Although smog levels this winter haven’t been as high as previous years, both residents and outsiders are concerned about China’s return to coal expansion. Chinese coal usage has grown in the last few years, despite China’s commitment to reducing its carbon emissions. That must end if China wants to meet its climate targets, a new report warns.

Concrete steps on carbon taxes and tariffs will have large implications for a global trading system already under strain from the Trump administration’s trade war against China and undermining of the World Trade Organization.

Emphasizing the need to stop China in particular from “subsidizing coal exports and outsourcing carbon pollution,” Biden’s stated platform pledges to make any bilateral U.S.-China climate agreement contingent on their cutting fossil fuel subsidies and lowering the carbon footprint of Belt and Road projects.

As you can see, this yields pretty good results!

Next Steps and Conclusion

We’re excited about launching content products, helping researchers do better research, and providing tools for journalists.

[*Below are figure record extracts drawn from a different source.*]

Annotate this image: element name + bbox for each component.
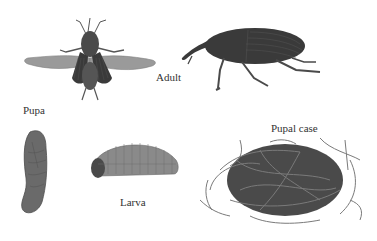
pupa-label: Pupa [23, 104, 45, 116]
larva-illustration [88, 138, 184, 188]
adult-beetle-dorsal-illustration [20, 14, 160, 104]
pupal-case-illustration [200, 130, 370, 230]
life-cycle-diagram: Adult Pupa Larva Pupal case [0, 0, 377, 241]
larva-label: Larva [120, 196, 146, 208]
pupa-illustration [16, 128, 56, 218]
adult-weevil-side-illustration [180, 22, 330, 92]
adult-label: Adult [156, 71, 181, 83]
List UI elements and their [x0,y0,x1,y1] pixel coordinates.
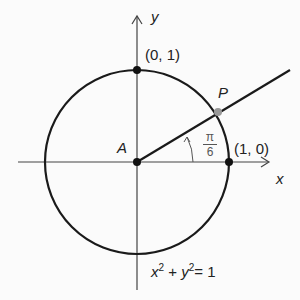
x-axis-label: x [276,171,284,186]
eq-plus: + [164,263,181,280]
eq-y: y [181,263,189,280]
point-right-label: (1, 0) [234,141,269,156]
unit-circle-diagram: y x (0, 1) (1, 0) P A π 6 x2 + y2= 1 [0,0,300,300]
angle-numerator: π [203,131,217,143]
point-right [225,158,233,166]
angle-arc [187,137,193,162]
point-top [133,66,141,74]
circle-equation: x2 + y2= 1 [151,263,216,279]
point-p [214,108,222,116]
center-label: A [117,140,127,155]
eq-rhs: = 1 [194,263,215,280]
eq-x: x [151,263,159,280]
point-top-label: (0, 1) [145,47,180,62]
y-axis-label: y [151,9,159,24]
angle-label: π 6 [203,131,217,158]
point-a [133,158,141,166]
point-p-label: P [218,85,228,100]
angle-denominator: 6 [203,146,217,158]
angle-arrow-icon [184,137,190,142]
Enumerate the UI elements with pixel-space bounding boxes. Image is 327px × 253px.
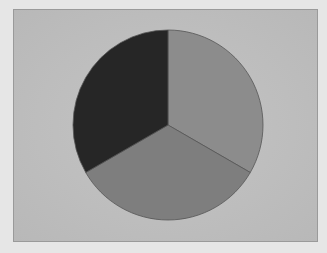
pie-chart xyxy=(0,0,327,253)
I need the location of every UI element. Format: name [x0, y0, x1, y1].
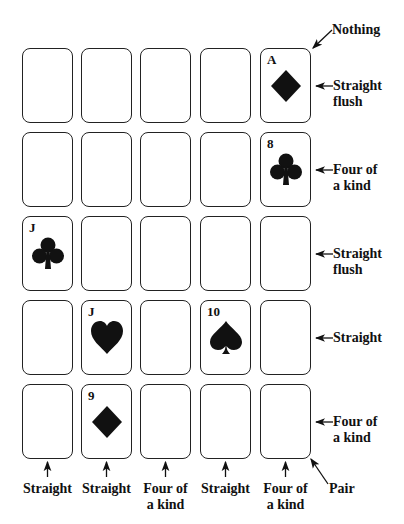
row-label: Straight [333, 330, 382, 346]
column-label: Four ofa kind [136, 481, 196, 513]
diagonal-label-pair: Pair [329, 481, 355, 497]
column-label: Four ofa kind [256, 481, 316, 513]
column-label: Straight [18, 481, 78, 497]
diagonal-label-nothing: Nothing [332, 22, 380, 38]
row-label: Four ofa kind [333, 162, 377, 194]
row-label: Straightflush [333, 246, 382, 278]
row-label: Straightflush [333, 78, 382, 110]
column-label: Straight [77, 481, 137, 497]
column-label: Straight [196, 481, 256, 497]
row-label: Four ofa kind [333, 414, 377, 446]
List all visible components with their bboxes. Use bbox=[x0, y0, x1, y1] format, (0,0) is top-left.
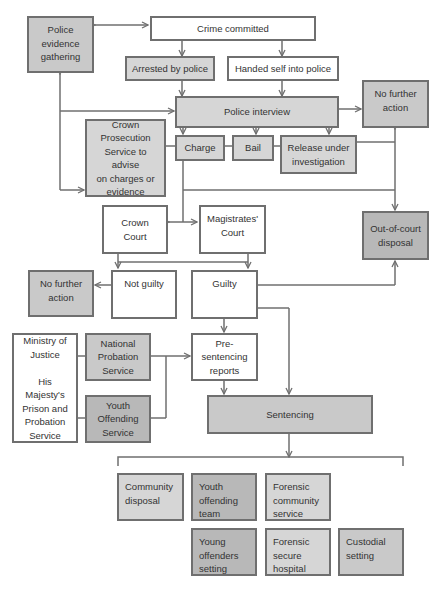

The above architecture is a baseline: it allows us to search articles, score sentences, and generate new content based on agglomerating sentences together. There are lots of additional NLP tools at our disposal – summarization to shorten content, detoxification or translation tools to change sentences, entity extraction to group sentences together in different ways, and so on.

In terms of what we’re focusing on as next steps, we have three major priorities:

  • Improving classifiers, entity extraction, and other common NLP use cases.
  • Extracting and building knowledge graphs from articles.
  • Content generation via models like BERT, and approaches that actually yield factually correct results from automatic content generation. Plug-and-play models seem very promising for this work.

We think the natural language processing opportunity, especially around creating good content and workflows around news, is important... It’s important for journalism (and society!), and we believe working with a base of knowledge like this will make everyone better off. If you want to collaborate on this, let us know


Appendix: Preferred Software Packages

We’re a Python shop, so all of the tools we’re using are Python-oriented. Specifically:

  • BeautifulSoup4 for any sort of HTML, XML and other format extraction and cleaning.
  • gensim for building custom word vectors and vectorization in general (though we also use spaCy’s out-of-the-box models too)
  • NLTK for some tokenization tasks.
  • sci-kit learn for baseline models – these are often sufficient for building a reasonable test or user experience, though we do test different models and modelling approaches (both within sklearn and more broadly)
  • spaCy for natural language processing, especially around word tokenization, sentence extraction, entity extraction, and part-of-speech labelling.